**Task to carry out:**
Please return only the lines from the one showing "The height and" to the end of the entries, keeping both ends and dropping every picture.

[Pixel coordinate grounding data]
- - -

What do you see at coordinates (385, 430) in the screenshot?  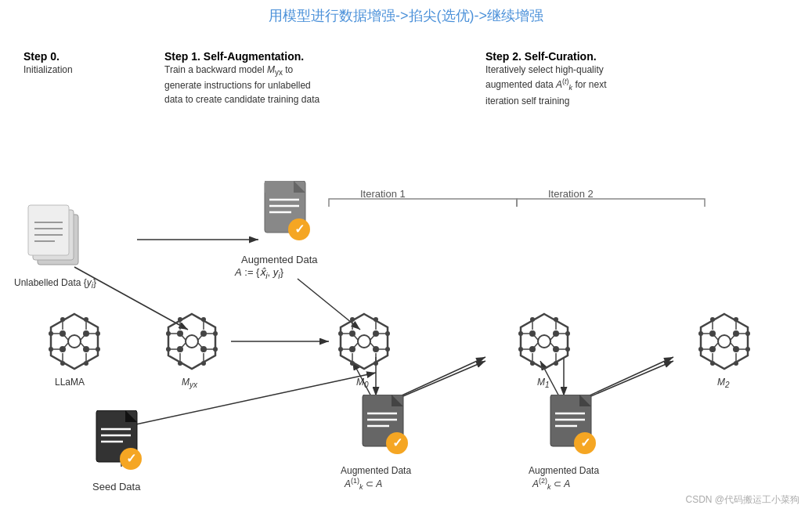 I see `aug-doc-1-svg: ✓` at bounding box center [385, 430].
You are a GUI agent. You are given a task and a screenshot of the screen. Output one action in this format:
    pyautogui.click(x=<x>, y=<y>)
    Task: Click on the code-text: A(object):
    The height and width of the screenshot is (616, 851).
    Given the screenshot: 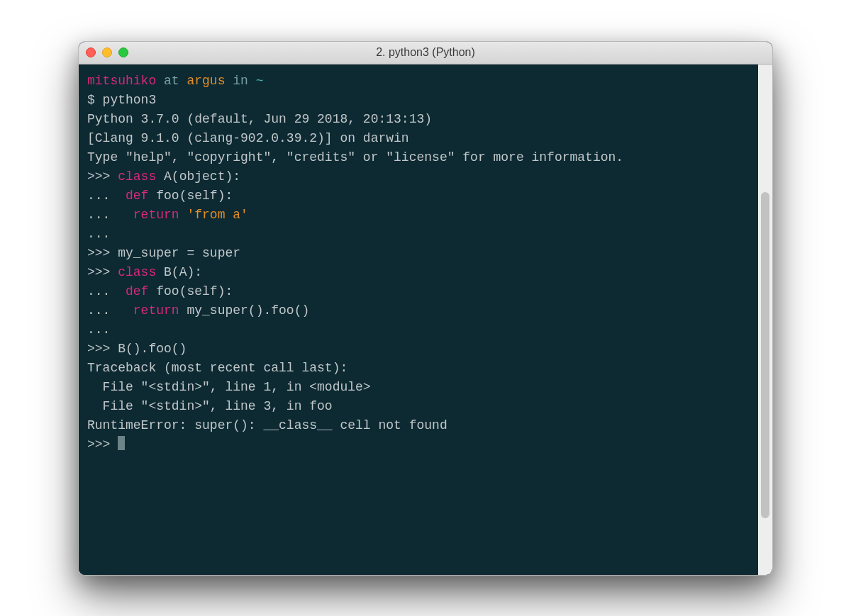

- - -

**Solution to the problem:**
    The height and width of the screenshot is (616, 851).
    Given the screenshot: 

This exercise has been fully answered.